Niobe Damnable

Rocky soil, Niobe has no children of her own, no, nor husband, but a house that beds forty and a tongue like a whip of fury. She is well-armed against change; here in the hinterlands, the cold damp north, she has found a refuge and sunk roots deep into the boulders of the plain. She will crack open this place, because she must.

Sailors.

She arms herself and her women, rifles them out, picks off these axemen, these blazers. She tacks their scalps, withered flags, to the splintering wood of her fence. They carve warnings in the trees — you can see them, even now, moss-filled, but deeply carved, testimony to their fear — and bend wide around her land. “More to be abhorred,” writes one, “than all the armies of the tribes assembled.”

She has, alas, too good an eye: the city grows up around her. Her clan is pressed on all sides by potholes, sewer pipes, the thousand teeth of civilization. She spits on them when they pass too near, empties chamberpots on their heads, once buries a knife handledeep next to a quivering male ear. In a town of errant seamstresses, her house hums with industry.

When she dies the ground spits her forth again calcified. “The woman too mean for Hell,” the newspaper cartoons it, but in the night her women steal her back.

Niobe persists, still guarding her impregnable retreat; the roads still bend away from her gate, but there are, somehow, always beds available.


> **Task description**
Your task is to copy each line of the material below that includes "structured".

——————

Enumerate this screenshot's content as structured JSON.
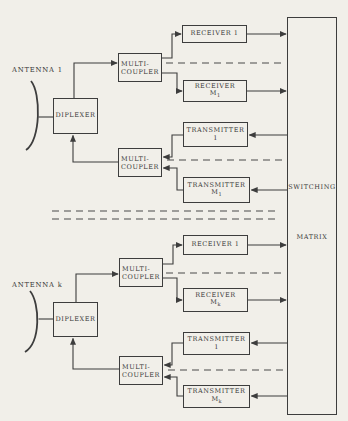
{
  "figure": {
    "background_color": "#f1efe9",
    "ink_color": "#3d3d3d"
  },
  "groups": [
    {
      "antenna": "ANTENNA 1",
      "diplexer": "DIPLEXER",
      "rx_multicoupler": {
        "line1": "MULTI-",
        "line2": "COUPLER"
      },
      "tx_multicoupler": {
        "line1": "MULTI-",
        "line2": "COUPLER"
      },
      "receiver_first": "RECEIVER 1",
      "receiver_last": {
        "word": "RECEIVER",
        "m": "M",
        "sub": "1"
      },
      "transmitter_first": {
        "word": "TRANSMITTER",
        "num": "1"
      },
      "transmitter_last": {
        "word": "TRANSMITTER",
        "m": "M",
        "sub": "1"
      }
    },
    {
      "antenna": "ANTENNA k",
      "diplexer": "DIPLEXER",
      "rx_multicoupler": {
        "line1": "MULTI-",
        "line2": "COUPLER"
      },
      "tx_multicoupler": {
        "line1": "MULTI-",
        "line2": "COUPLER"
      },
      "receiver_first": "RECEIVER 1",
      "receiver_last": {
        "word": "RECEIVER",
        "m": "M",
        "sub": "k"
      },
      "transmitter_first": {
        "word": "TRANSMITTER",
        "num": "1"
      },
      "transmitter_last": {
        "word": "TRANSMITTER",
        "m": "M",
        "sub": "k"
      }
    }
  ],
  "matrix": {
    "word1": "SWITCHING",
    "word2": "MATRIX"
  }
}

——————

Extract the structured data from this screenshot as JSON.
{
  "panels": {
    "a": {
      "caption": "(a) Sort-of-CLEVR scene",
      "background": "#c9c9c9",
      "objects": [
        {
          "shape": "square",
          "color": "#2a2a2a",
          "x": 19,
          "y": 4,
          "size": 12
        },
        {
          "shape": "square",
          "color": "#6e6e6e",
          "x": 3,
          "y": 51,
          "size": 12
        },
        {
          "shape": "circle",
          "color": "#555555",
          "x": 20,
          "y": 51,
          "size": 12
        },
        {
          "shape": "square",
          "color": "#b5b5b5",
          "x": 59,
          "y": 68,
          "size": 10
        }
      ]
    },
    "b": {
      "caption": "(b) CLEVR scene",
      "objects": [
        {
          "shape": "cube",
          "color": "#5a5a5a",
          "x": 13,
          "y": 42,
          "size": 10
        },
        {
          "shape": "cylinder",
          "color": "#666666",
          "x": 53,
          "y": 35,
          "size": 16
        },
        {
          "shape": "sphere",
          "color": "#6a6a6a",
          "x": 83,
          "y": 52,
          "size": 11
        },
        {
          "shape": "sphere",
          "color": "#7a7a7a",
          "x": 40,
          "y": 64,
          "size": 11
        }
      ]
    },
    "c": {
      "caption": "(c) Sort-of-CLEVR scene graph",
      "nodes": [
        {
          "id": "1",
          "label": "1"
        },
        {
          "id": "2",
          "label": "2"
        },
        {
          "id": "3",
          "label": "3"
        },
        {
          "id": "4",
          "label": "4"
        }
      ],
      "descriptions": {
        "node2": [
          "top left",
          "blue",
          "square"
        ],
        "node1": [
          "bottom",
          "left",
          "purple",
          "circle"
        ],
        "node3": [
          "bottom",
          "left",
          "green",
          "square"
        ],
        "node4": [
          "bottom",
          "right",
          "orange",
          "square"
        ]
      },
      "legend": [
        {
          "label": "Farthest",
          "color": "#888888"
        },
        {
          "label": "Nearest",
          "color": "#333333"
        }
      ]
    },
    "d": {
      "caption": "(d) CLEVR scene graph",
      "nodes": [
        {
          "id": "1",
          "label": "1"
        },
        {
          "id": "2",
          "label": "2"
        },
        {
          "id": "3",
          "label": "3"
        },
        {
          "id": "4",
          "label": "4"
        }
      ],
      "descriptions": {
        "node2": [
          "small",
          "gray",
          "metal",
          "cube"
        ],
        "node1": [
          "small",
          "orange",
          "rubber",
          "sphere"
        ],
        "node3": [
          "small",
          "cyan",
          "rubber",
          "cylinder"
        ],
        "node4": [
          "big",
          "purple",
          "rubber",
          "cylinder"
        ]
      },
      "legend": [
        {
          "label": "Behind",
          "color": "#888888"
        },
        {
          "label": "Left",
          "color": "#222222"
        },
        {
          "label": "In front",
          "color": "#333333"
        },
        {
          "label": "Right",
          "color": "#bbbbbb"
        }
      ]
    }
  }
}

——————

> **Response**
Enumerate this screenshot's content as structured JSON.
Extract the structured data from this screenshot as JSON.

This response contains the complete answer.